PS 3-57 VALIDATION AND INTEGRATION OF A PREDICTIVE WARNING SYSTEM COMBINING PHYSIOLOGICAL MEASURES AND BEDSIDE EVALUATIONS

Tuesday, October 25, 2016
Bayshore Ballroom ABC, Lobby Level (Westin Bayshore Vancouver)
Poster Board # PS 3-57

Muge Capan, PhD, Stephen Hoover, MS, Justin Glasgow, MD, Susan Mascioli, MS, BSN, RN, CPHQ, NEA-BC and Eric V. Jackson, Jr., MD, MBA, Christiana Care Health System, Newark, DE
Purpose:  To detail the validation and systems integration of a clinical early warning system for adult inpatients in non-intensive care settings as a means for risk stratification by acuity level with the goal to provide clinical decision support for acute clinical deterioration.

Method: We developed an analytical framework to quantify clinical deterioration by integrating a published Early Warning Score (EWS) and a new Nurse Screening Assessment (NSA) tool focusing on fundamental health domains and patient safety assessments not traditionally incorporated into EWS. The new clinical EWS created a measure of patient acuity with improved abilities in detecting adverse events (defined as medical emergency team activation, escalation of care, and in-hospital mortality). Data were collected between December 2015 and March 2016 including over 1,000,000 clinical observations and administrative data for patients in 26 units at two acute care hospitals. Measures of association were evaluated to determine the independence among NSA and physiological components. Survival Analysis models and Monte Carlo methods were used for validation. Cost Analysis was utilized to examine the impact on cost, resource utilization, and potential harm reduction.

Result: There were no significant pairwise dependency structures among NSA and the physiological parameters (p < 0.05). Further analysis exposed significant differences between surgical and medical populations with respect to medical emergency team activations (p < 0.01). The relative risk of experiencing an adverse event within 24 hours was shown to increase exponentially with increases in the EWS. Results demonstrated improved discrimination with the inclusion of additional parameters based on the acute nature of deterioration onset and time elapsed in a critical state. Initial cost analysis indicated opportunities for cost avoidance related to a reduction in patients with an escalation of care with consideration of a potential increase in resource utilization.

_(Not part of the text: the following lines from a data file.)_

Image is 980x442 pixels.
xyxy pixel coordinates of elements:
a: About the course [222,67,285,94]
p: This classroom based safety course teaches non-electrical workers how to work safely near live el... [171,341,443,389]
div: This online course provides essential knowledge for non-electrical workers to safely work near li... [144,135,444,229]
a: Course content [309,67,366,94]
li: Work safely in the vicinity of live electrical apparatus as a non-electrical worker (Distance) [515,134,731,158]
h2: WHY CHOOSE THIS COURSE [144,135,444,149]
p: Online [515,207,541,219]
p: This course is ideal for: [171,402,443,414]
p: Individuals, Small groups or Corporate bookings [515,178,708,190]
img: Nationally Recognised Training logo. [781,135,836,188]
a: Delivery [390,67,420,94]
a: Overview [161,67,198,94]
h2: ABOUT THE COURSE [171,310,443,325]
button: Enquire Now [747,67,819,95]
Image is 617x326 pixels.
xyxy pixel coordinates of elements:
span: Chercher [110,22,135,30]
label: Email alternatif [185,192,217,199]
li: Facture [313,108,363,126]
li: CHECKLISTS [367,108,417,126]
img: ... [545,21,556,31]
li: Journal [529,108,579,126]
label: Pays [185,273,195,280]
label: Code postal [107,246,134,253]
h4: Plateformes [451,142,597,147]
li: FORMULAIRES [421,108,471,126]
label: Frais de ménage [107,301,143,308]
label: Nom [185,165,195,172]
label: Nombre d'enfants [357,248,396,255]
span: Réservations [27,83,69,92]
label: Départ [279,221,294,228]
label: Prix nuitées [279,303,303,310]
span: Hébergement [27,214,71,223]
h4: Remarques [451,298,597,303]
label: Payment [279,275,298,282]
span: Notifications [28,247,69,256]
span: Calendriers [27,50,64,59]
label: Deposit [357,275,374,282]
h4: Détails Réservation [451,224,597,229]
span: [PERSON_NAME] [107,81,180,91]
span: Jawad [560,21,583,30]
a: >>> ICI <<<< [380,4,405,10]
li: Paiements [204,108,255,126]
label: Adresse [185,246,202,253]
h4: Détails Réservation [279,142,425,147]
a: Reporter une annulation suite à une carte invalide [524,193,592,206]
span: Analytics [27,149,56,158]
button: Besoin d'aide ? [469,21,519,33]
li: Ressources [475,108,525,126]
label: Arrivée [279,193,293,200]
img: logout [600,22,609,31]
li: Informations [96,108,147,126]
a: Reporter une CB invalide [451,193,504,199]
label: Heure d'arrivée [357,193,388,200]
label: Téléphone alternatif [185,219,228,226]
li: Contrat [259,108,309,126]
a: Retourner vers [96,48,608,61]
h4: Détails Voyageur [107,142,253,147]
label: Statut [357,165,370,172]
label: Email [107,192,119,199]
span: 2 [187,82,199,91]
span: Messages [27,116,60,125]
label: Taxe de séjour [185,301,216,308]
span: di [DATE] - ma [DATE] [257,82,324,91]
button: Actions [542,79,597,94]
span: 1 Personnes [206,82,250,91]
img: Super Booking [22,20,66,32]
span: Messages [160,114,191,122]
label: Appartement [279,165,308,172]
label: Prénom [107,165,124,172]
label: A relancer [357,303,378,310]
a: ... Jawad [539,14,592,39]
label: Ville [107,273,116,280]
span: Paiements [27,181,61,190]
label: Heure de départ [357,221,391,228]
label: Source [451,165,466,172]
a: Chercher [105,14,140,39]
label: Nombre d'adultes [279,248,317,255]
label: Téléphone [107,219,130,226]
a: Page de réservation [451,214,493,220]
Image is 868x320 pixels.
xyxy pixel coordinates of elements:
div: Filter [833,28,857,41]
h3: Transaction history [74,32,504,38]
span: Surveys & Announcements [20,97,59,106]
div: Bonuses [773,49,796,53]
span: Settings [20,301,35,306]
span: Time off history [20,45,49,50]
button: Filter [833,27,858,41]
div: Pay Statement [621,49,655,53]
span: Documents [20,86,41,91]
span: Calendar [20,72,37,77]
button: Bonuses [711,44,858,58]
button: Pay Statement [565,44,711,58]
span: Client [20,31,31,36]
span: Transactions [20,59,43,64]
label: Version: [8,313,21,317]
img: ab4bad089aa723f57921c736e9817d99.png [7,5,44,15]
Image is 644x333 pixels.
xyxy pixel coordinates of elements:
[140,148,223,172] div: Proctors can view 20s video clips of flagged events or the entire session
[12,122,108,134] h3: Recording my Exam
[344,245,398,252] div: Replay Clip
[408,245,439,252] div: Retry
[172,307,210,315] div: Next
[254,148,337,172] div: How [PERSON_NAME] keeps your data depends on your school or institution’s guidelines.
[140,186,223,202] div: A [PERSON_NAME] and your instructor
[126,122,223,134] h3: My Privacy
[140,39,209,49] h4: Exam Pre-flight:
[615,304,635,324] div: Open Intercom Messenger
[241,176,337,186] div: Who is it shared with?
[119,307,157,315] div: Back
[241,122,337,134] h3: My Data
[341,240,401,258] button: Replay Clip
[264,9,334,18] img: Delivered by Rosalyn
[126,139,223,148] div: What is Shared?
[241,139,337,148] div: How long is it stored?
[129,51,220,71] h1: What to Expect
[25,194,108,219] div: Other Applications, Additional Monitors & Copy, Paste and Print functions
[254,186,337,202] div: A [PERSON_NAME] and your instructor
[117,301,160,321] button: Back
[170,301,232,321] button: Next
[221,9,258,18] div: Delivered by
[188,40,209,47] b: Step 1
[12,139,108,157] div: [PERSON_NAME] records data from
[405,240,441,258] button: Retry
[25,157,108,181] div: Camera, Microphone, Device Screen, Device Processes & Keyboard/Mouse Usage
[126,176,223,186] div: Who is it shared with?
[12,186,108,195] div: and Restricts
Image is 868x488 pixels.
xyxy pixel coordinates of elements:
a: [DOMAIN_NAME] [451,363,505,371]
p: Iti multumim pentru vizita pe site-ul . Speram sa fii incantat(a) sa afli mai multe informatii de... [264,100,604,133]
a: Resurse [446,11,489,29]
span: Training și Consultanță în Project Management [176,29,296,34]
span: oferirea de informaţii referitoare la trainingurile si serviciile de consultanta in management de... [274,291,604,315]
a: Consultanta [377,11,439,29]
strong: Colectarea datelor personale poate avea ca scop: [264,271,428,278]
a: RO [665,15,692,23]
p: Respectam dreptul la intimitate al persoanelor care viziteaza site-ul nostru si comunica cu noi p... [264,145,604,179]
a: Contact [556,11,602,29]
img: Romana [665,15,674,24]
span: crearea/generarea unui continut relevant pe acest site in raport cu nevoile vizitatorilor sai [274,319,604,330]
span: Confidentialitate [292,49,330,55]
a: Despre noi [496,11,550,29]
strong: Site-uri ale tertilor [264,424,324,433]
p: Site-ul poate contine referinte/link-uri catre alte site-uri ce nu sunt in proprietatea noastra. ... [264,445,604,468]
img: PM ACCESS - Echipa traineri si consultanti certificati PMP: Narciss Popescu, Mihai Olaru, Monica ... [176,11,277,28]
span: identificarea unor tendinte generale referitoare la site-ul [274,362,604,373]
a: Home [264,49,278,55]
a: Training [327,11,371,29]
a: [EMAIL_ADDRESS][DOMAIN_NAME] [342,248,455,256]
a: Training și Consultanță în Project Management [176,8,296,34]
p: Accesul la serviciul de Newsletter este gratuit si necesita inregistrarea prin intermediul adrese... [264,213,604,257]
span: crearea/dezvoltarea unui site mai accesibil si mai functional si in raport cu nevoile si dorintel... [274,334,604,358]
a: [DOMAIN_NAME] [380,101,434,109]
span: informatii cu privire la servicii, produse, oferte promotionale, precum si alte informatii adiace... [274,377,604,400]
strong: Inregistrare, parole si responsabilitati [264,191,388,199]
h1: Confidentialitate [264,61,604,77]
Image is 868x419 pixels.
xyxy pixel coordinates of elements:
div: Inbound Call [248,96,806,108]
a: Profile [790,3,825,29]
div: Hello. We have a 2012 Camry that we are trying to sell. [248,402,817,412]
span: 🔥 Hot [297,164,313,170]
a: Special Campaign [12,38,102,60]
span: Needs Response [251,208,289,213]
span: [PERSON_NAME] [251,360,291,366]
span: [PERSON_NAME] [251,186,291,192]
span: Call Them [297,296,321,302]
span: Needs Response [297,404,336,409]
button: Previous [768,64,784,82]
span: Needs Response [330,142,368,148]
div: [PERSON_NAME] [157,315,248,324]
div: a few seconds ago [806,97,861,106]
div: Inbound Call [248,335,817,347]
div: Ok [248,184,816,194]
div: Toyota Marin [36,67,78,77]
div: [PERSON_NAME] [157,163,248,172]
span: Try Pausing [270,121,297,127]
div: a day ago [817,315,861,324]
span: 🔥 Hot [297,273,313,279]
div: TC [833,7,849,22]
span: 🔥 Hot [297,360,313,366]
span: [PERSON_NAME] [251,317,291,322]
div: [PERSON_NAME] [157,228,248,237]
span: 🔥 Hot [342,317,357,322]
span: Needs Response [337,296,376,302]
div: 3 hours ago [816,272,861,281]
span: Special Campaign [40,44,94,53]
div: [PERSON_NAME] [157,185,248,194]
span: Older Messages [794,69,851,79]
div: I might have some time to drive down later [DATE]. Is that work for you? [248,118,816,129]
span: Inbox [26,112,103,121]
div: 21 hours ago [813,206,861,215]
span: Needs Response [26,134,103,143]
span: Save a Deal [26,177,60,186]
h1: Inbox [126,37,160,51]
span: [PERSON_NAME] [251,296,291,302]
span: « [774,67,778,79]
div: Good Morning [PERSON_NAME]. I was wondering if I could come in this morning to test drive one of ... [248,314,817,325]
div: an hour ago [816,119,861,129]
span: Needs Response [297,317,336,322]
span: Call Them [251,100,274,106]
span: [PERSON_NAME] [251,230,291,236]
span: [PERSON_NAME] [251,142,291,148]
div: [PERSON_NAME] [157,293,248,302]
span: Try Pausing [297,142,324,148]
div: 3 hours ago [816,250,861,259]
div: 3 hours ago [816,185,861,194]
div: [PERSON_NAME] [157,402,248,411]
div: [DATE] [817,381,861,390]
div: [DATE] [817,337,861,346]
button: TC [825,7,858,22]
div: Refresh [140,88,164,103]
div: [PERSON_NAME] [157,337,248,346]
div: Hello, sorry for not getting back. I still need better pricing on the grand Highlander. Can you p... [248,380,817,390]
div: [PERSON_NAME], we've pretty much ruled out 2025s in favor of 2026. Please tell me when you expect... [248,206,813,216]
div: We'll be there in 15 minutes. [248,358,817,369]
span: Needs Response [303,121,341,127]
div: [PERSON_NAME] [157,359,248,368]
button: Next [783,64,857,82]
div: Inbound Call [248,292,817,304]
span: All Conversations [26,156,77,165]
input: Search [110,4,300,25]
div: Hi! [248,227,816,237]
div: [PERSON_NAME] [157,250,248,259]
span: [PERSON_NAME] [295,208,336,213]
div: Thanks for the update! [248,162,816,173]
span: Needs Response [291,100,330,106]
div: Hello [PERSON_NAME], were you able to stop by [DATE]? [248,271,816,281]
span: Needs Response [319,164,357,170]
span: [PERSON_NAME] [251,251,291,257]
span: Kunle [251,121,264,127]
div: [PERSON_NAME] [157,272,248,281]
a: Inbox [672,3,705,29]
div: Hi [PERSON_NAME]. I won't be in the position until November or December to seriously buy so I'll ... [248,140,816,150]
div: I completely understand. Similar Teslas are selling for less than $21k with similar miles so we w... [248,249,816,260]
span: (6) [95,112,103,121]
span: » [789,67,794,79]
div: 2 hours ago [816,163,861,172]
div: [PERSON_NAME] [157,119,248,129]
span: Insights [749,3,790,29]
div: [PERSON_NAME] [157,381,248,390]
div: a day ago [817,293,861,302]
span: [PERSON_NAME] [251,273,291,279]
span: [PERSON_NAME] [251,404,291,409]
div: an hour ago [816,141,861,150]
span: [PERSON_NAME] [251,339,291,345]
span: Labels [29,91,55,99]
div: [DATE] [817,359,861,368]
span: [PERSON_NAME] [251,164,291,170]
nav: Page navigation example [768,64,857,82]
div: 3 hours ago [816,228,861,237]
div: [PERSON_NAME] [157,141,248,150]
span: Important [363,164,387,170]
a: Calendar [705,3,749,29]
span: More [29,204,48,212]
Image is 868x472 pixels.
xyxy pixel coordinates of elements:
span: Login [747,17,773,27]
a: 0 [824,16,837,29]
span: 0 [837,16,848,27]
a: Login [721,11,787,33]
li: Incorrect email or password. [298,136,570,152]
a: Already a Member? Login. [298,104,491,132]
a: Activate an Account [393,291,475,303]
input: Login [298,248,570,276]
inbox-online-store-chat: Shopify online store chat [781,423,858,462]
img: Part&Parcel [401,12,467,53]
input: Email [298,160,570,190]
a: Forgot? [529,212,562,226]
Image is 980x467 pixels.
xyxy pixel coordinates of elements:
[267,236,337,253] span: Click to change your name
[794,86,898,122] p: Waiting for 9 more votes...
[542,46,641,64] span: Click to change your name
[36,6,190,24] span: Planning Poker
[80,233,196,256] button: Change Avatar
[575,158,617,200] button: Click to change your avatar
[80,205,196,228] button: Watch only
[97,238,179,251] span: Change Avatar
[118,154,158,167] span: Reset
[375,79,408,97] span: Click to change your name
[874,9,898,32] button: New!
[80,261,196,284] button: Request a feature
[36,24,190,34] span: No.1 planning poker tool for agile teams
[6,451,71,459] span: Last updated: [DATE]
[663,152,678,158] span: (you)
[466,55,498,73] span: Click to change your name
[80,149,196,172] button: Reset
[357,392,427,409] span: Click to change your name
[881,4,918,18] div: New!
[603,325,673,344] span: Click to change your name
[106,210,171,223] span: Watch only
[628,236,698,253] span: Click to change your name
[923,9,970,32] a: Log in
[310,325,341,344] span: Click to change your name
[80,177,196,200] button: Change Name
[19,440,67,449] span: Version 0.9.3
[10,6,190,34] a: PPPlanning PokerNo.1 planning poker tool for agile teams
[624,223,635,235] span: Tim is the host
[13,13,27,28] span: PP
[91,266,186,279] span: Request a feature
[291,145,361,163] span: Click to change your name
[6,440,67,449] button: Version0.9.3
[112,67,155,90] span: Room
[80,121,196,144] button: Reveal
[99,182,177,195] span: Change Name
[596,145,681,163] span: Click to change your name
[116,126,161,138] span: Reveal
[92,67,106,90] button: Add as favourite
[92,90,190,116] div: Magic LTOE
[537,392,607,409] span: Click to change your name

Conclusion: Early detection of clinical deterioration can lead to a reduction in adverse outcomes. Our clinical EWS highlights the opportunities for assisting providers in identifying and appropriately responding to clinical deterioration up to 24 hours prior to an adverse patient outcome by integrating both physiological indicators and bedside evaluations. Inclusion of time-based metrics allowed for enhanced detection based on rapidity and duration of clinical deterioration. Iterative implementation processes highlighted the role of education and the importance of staged pilot testing when re-engineering complex high-reliability systems.